What is your reaction to Lenovo comparing their electrical consumption-based model to the HPE GreenLake software pay-per-use model?

There is no other offer on the market that matches HPE GreenLake.The reason is simply because we are not providing just a tweak or an iteration of the traditional financing model. We are providing a true services- led offering on-prem—a full solution, which means it is enabled by software and backed by HPE Financial Services. It is the most flexible on-prem consumption model on the market, which includes third-party options too.

From my perspective, there is no other offer like ours. Sometimes our competitors—in the spirit of trying to deliver news—mislead customers. When you put them next to each other [the HPE consumption model versus the Lenovo consumption model], it is clear there is no comparison. GreenLake already has more than 450 customers and $2 billion in TCV [total contract value]. That business continues to accelerate. We are growing it double digits. I believe we have a three-year advantage compared to any competitor in that market.

This is something the partners now understand. That is why one key aspect of the growth of GreenLake is coming through channel partners [with nearly 300 pecent channel growth in the first fiscal quarter].

What is the key to the 70 percent growth for the HPE hyper-converged business?

You need to look at SimpliVity and Synergy. We give customers both flexibility and scale—not one pointed offer. SimpliVity is really awesome and plays in very specific use cases and segments of the market like backup/recovery, VDI and small private cloud implementations at the edge in the ROBO [remote office/branch office] space as well as in the data center. But when you talk about a large private cloud with hyper-converged, Synergy is a super-set of that. That is why Synergy is growing so fast at a triple-digit rate and is now at a $1 billion run rate.

You need to look at the full portfolio—not just SimpliVity, but SimpliVity plus Synergy. That is unique. Nobody else has that. Cisco has HyperFlex but it doesn't have the scale of Synergy. If you think about Dell obviously they have VxRail, but they don't have the scale of Synergy. Nobody has a true composable infrastructure like we do. The channel partners totally understand this. The common denominator in all of this is the experience to deploy and manage, which is HPE OneView.

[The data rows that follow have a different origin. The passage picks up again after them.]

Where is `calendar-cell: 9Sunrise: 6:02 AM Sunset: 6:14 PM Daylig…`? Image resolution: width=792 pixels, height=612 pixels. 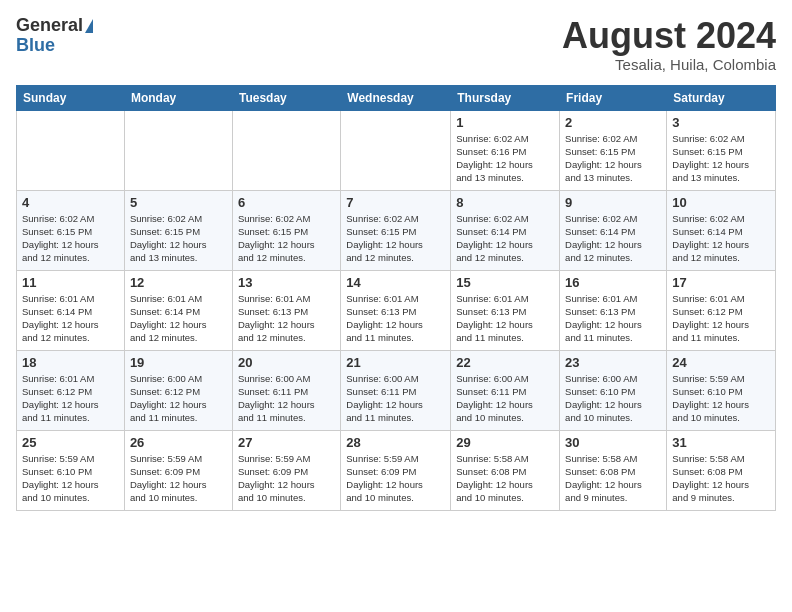 calendar-cell: 9Sunrise: 6:02 AM Sunset: 6:14 PM Daylig… is located at coordinates (614, 230).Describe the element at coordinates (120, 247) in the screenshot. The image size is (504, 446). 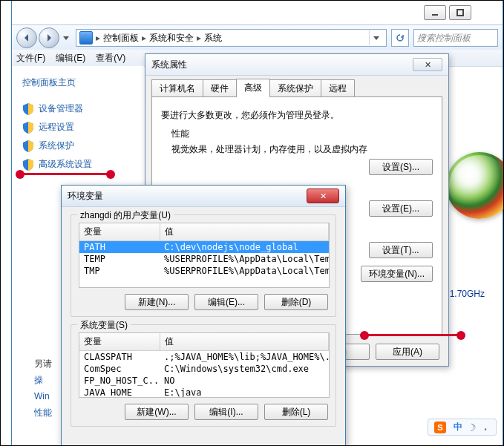
I see `cell-var: PATH` at that location.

What kind of impact is the new San Jose headquarters—especially the interior, which you designed— having on the culture?

I am so proud of this. Obviously, myself and my team drove this change and we did it n record time—in less than a year. We are in our new headquarters now and I am looking out the window right now and the view is spectacular.

The reality is we have provided our customers with an unbelievable, state-of-the-art, purpose-built headquarters, totally digital.

In April, we are going to open the executive briefing center [EBC] on the fourth floor, which is going to have state-of-the-art use cases where you can really see what we are doing for our customers. Our customers are asking us to showcase them in that EBC.

When you talk to the employees here, it is a completely different perspective. This is part of our culture. Remember my three priorities: innovation, customers and partners, and culture. This goes to the heart of the culture.

How did you go about designing the interior of the new headquarters?

Remember, I was a professor of art. I thought about the colors of the world, the carpets, the furniture, the layout, the windows, trimmings, the boardroom, the EBC, the lobby experience, the whole experience.

Talk about your decision to do a quarterly webcast with channel partners.

The reason why we do it is because I always say they are an extension of my team. I don't treat them as a vehicle to sell my product. I consider them as a part of my organization. When you have that connection with the CEOs of partners where they can hear directly from you and you can have a dialogue, it makes a huge difference.